A profitable fourth quarter and improving chemical carrier rates could be moving a tanker spin-off quickly up the agenda at Norway’s Stolt-Nielsen.

The Oslo-listed group has been talking about an initial public offering of Stolt Tankers since 2017 — but the timing has never been right.

But the company is now coming off its best quarterly results in 14 years.

Chief executive Niels Stolt-Nielsen told a conference call with analysts: “I think that [for] an IPO at the right time, you need to have several quarters behind you showing the actual earning potential from a strong market, instead of trying to do an IPO based on the market [that] is coming.

“I want to have a couple of quarters behind us with good earnings.

“The reason we do an IPO of Stolt Tankers is that we haven’t lost faith in the chemical tankers and this is what we do, this is where we come from, this is what we’ll continue to do.”

He again emphasised the need to further consolidate a sector that he sees as too fragmented.

To have a stand-alone pure-play chemical tanker company that is publicly traded will make it easier to pursue tie-ups, Stolt-Nielsen believes.

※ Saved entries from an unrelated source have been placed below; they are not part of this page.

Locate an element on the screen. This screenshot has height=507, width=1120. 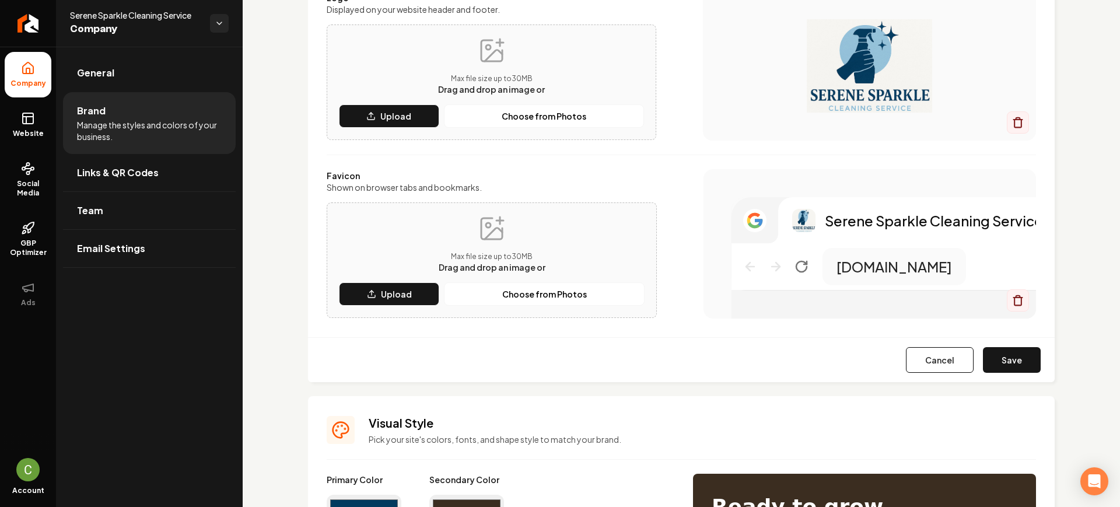
span: GBP Optimizer is located at coordinates (28, 248).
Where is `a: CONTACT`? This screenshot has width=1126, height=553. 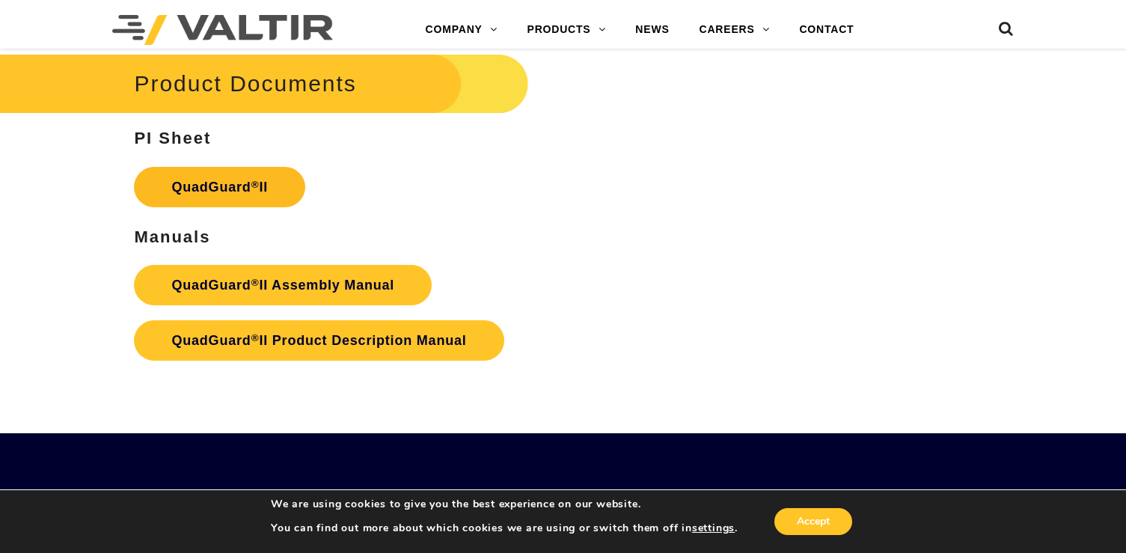
a: CONTACT is located at coordinates (826, 30).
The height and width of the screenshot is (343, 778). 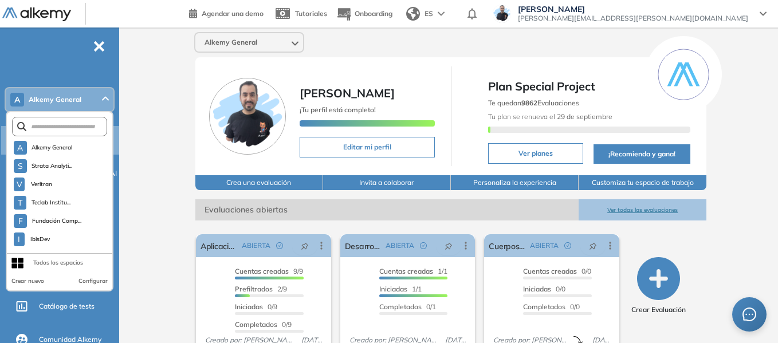 I want to click on img: Foto de perfil, so click(x=248, y=116).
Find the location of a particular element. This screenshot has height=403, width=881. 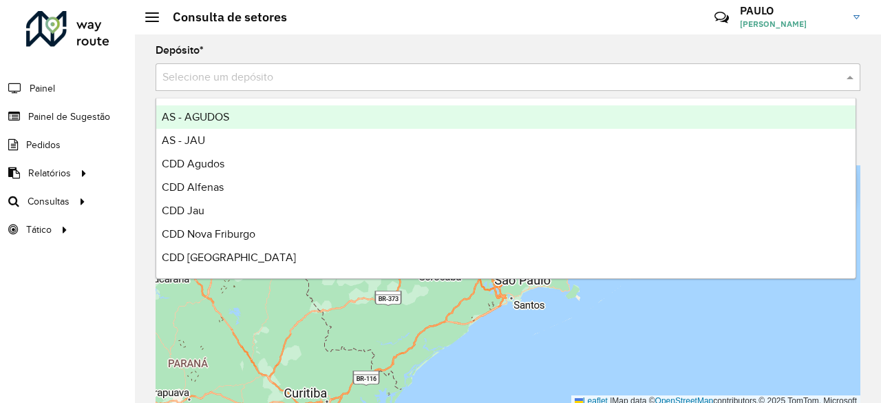

span: Relatórios is located at coordinates (50, 173).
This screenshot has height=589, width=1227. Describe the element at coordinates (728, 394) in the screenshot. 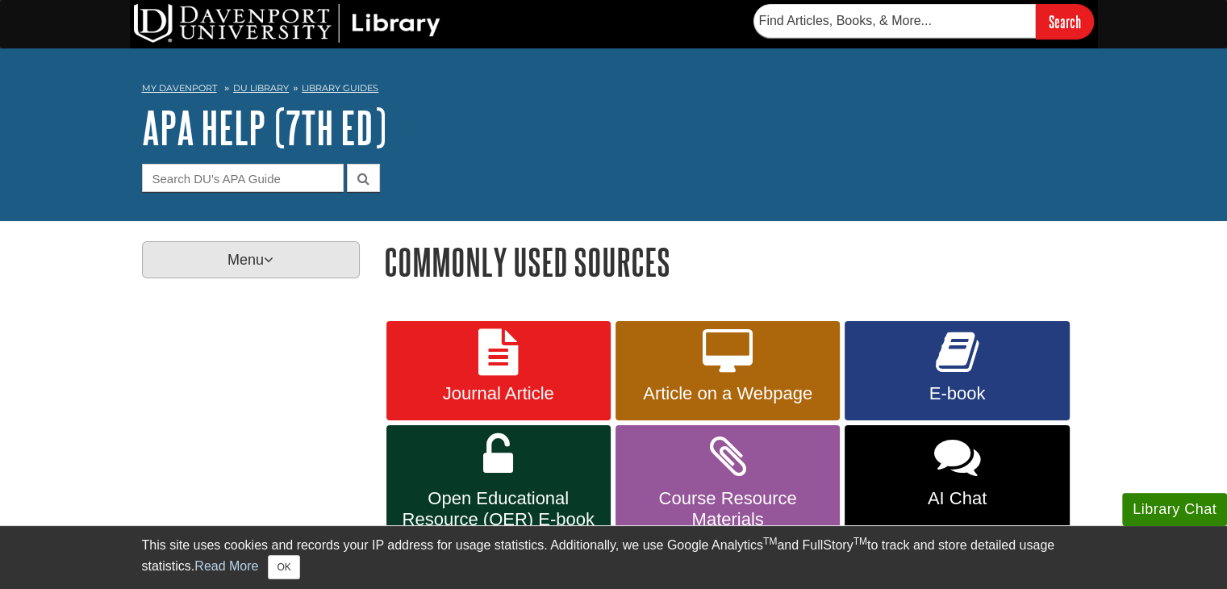

I see `span: Article on a Webpage` at that location.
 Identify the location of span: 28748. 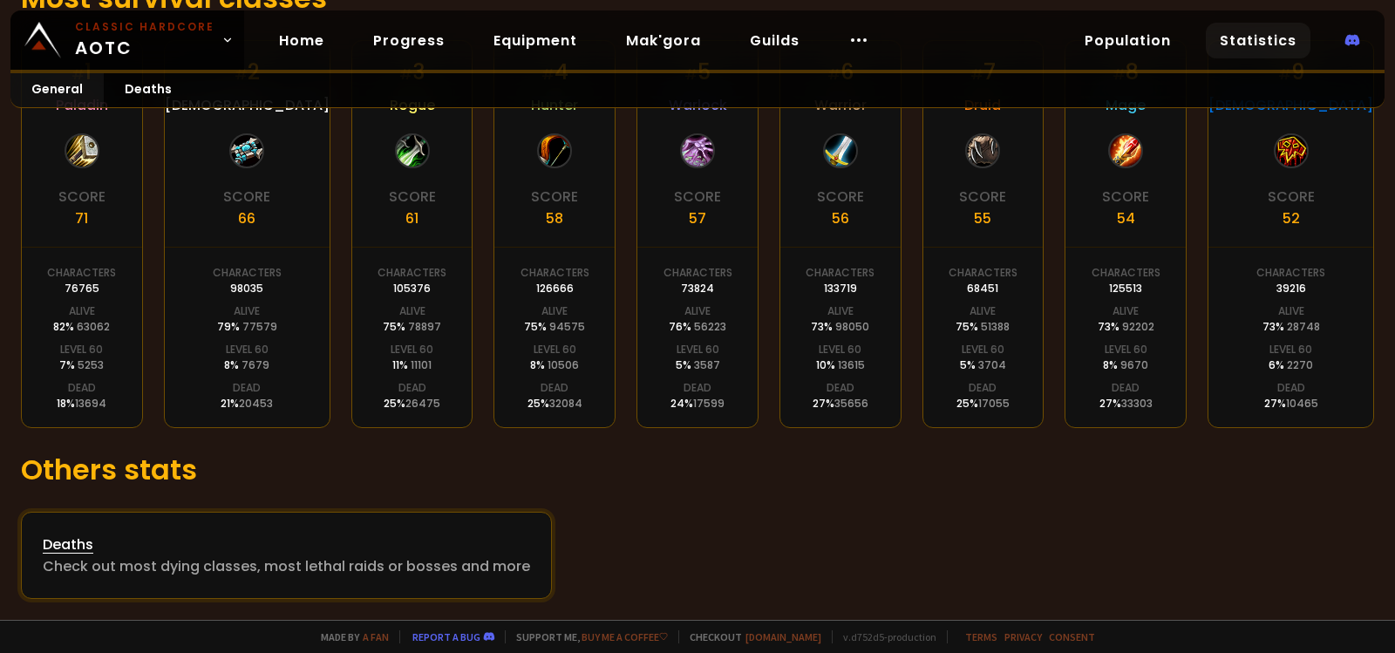
(1304, 326).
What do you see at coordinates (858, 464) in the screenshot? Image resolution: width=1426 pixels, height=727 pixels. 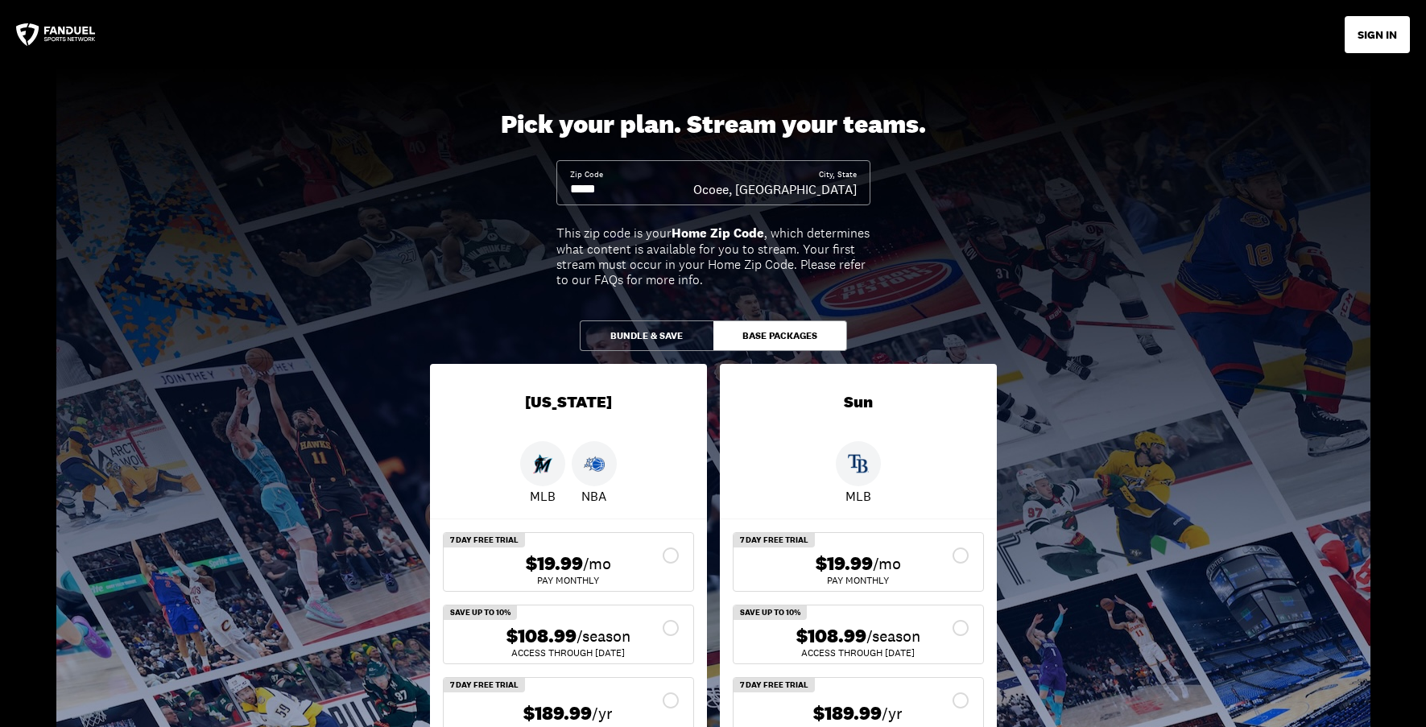 I see `img: Rays` at bounding box center [858, 464].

“We can do a share deal, we can do a combination of shares and cash,” he said. “So it gives us better flexibility to pursue that goal of further consolidation.”

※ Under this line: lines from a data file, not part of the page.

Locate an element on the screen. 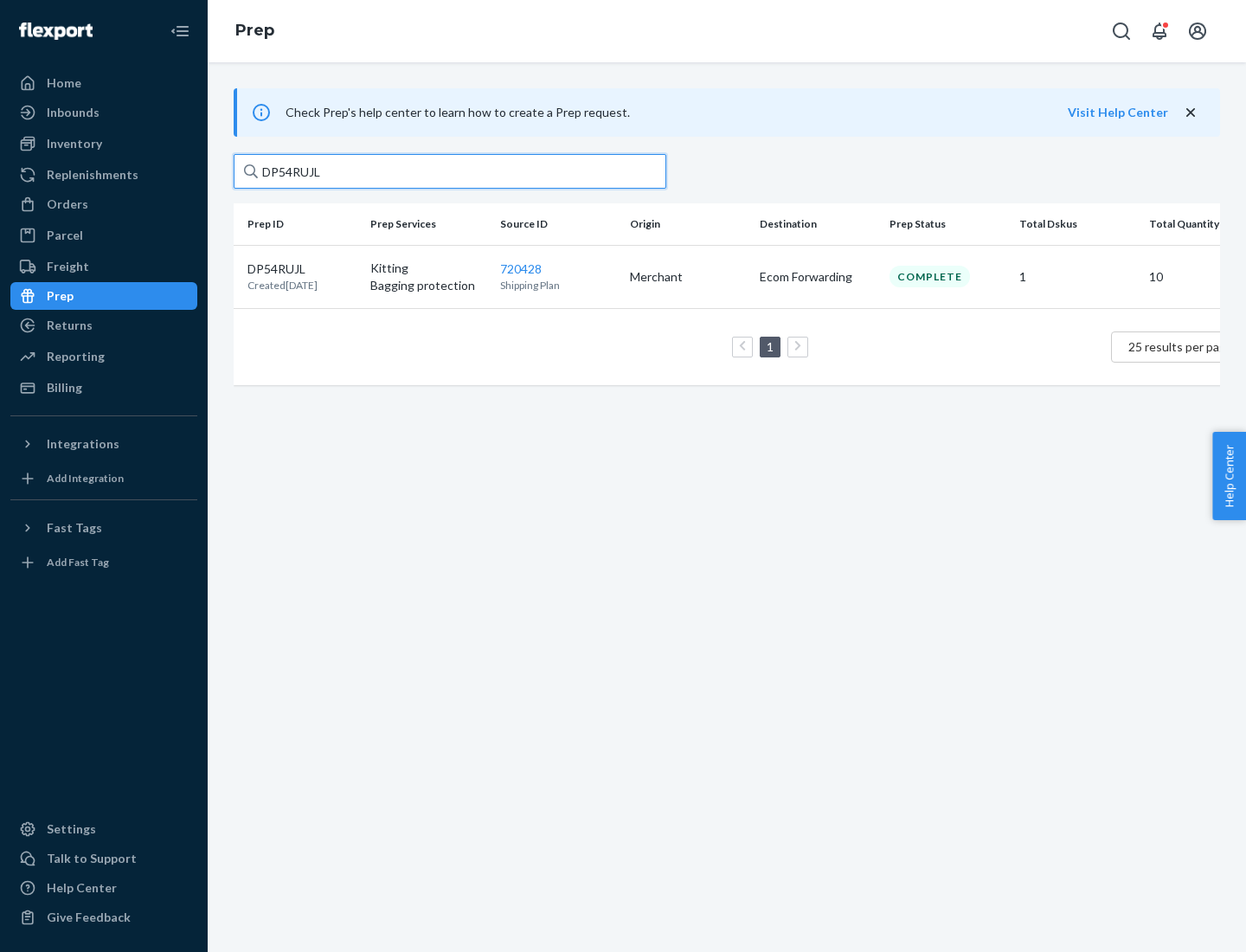  button: Visit Help Center is located at coordinates (1118, 113).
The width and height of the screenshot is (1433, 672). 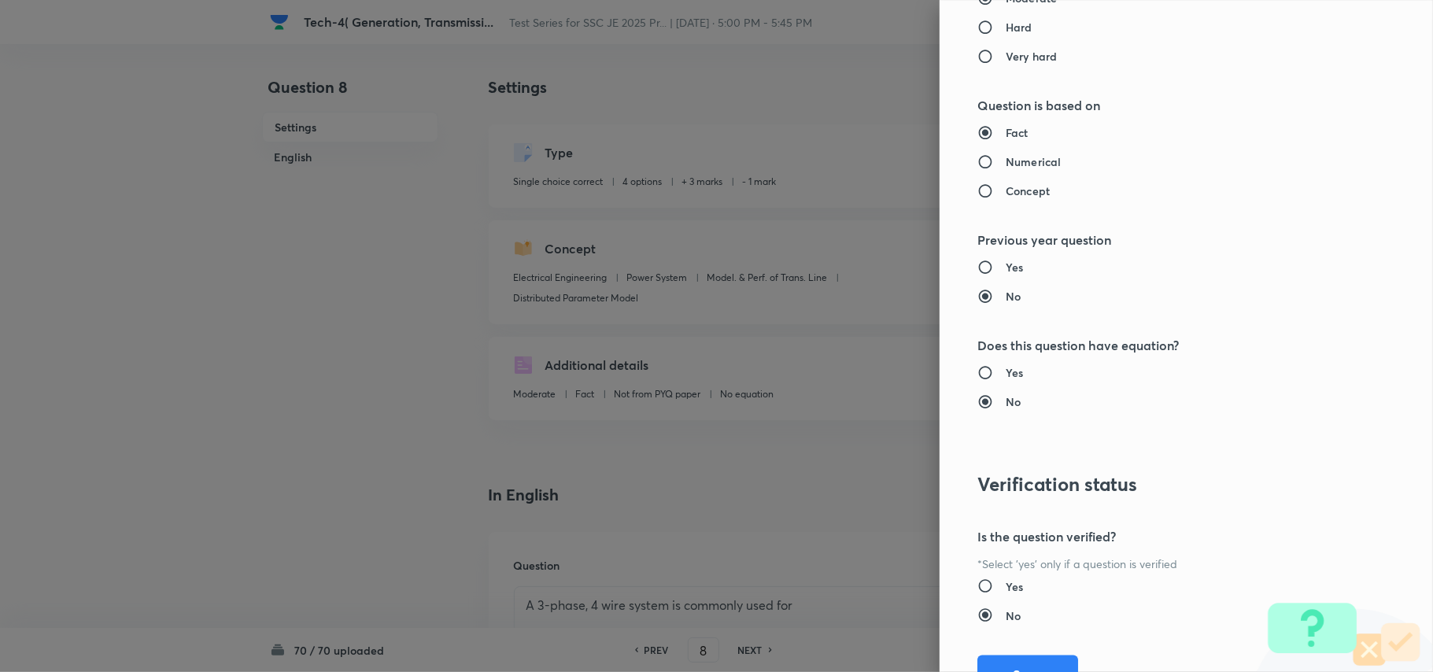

The group bought a 5% stake in tanker rival Odfjell last month, prompting merger speculation.

Cheap shares and low returns

Stolt-Nielsen described Odfjell and his own company’s shares as cheap.

“I think that this business, the chemical tanker business, hasn’t been sustainable for the last, I would say, 20 years,” he said. “If you look at what we have achieved in the last 20 years, it has been 5% return on capital employed, less than our cost of capital.”

The chief executive is convinced the market will be very good for another two or three years, but he added that this will not change the ownership structure of the industry.

“So the goal here is not for Stolt-Nielsen to reduce its exposure towards the chemical tanker industry, it is an aggressive move; it’s to separate out to seek opportunities or try to further consolidate the industry,” Stolt-Nielsen said.

Ready to go on IPO

“Timing-wise, if we have second, third quarter, I mean, if we see good earnings coming in, we are ready. We’ve been preparing this since 2017, so we are ready to go.

“We are big enough to do it ourselves, but I’ll keep you posted.”

The group’s fourth-quarter profit of $52.3m was the best three-month result since 2008.

More earnings could also be on the way as Russian disruption increases tonne-miles and reduces competition from conventional MR tankers in chemical trades.

The Stolt Tankers division reported operating profit of $25m, up from $12.9m a year ago, as rising bunker prices were more than offset by fuel surcharges and higher spot rates.